EDUCATION REFORM: The completely duplicitous and misleadingly named “No Child Left Behind” predicated all federal public funding of education on meeting testing standards but without any adequate funding to the states to implement its many mandates. The design was clearly to PRIVATIZE education by mandating private “Charter” schools funded by portable “vouchers.” Our professional educators are worn out and resigning in ever larger numbers, completely stymied by the unfunded mandates that require them to throw traditional teaching methods out the window in favor of only “teaching to the test.”

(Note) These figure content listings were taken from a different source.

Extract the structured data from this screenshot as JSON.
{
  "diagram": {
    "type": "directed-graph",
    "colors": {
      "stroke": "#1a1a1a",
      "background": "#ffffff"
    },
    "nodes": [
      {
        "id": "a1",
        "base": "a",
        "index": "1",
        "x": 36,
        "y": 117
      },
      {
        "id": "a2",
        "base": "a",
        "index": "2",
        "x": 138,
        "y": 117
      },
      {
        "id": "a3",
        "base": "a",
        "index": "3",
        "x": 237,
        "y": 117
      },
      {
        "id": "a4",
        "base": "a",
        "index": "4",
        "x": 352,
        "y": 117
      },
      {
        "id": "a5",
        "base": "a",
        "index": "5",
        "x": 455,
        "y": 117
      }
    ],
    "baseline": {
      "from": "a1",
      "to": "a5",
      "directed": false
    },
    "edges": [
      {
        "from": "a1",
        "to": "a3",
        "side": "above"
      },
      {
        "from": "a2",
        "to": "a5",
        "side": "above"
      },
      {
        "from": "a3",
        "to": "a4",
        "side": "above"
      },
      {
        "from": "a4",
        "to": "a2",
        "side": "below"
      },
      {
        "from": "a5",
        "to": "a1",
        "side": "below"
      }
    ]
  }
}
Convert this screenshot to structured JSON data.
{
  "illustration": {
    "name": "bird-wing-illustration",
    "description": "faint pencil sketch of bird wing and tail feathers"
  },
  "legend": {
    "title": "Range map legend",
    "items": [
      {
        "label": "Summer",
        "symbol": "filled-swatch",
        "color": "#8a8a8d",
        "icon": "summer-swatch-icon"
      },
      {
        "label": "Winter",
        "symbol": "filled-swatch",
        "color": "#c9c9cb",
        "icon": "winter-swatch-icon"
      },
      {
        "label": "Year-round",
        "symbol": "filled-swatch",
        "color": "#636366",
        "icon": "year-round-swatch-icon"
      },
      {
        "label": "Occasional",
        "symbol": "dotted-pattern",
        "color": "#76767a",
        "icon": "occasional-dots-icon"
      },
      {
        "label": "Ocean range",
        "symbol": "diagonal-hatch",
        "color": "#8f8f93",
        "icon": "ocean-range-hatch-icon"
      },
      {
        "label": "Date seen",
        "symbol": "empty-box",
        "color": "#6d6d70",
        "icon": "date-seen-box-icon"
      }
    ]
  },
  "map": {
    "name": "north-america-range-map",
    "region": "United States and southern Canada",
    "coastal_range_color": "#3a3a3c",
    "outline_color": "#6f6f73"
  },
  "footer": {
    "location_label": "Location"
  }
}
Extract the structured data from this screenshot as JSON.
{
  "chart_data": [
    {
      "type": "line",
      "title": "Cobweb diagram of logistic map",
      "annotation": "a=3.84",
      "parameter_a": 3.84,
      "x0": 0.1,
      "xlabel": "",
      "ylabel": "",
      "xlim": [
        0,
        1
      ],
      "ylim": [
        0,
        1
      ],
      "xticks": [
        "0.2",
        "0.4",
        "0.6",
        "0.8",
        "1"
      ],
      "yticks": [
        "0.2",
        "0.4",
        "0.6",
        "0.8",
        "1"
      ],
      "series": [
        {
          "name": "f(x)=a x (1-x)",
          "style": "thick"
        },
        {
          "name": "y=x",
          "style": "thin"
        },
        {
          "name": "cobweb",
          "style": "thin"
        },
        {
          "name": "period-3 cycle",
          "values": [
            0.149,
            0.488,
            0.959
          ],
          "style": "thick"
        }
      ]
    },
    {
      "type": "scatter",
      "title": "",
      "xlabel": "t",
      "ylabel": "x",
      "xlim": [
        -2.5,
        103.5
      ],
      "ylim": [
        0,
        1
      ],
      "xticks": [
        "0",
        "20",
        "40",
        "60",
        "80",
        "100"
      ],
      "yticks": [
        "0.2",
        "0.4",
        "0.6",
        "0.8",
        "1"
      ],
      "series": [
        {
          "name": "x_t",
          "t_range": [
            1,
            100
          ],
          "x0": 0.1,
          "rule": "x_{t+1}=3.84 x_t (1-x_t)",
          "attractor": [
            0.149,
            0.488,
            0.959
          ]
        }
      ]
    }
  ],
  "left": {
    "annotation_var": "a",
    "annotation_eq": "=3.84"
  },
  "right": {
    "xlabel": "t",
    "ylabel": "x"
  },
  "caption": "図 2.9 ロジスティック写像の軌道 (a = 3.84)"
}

DISMANTLING OUR CONSTITUTION: Bush used the tragedy of 9-11 to revamp the organization of security, law enforcement and intelligence communities, creating the Department of Homeland Security. The Transportation Security Administration was also born out of the wake of Sept. 11. The Patriot Act over road fundamental protections of the First, Fourth, Fifth, Sixth, and Fourteenth Amendments of our Bill of Rights.

The War on Terror was used an excuse to curtail civil liberties. All dissent was swept aside as “unpatriotic” and the trampling of our basic core liberties became the game du jour. The result was domestic surveillance programs under the Patriot Act, the National Security Agency's warrantless surveillance program, and FISA and warrantless wiretapping; military tribunals set up at Guantanamo; and “enhanced interrogation techniques” such as waterboarding. In other legal matters, "Plamegate," the controversy over the leaking of Valerie Plame's identity as a CIA officer, was tangentially related to pre-war intelligence and fueled speculation that the Bush administration doctored intelligence claims.

As Bush prepares to leave office, people the world over now look at the U.S. in a "negative way" as a country that "went ahead and sanctioned torture." (See this blog on January 15, 2009). Paralleling President Obama’s repair of our international image, the abuses of the Bush domestic agenda must be swiftly and surely repudiated. A welcome return to sanity begins 1.20.09—ALLAH BE PRAISED!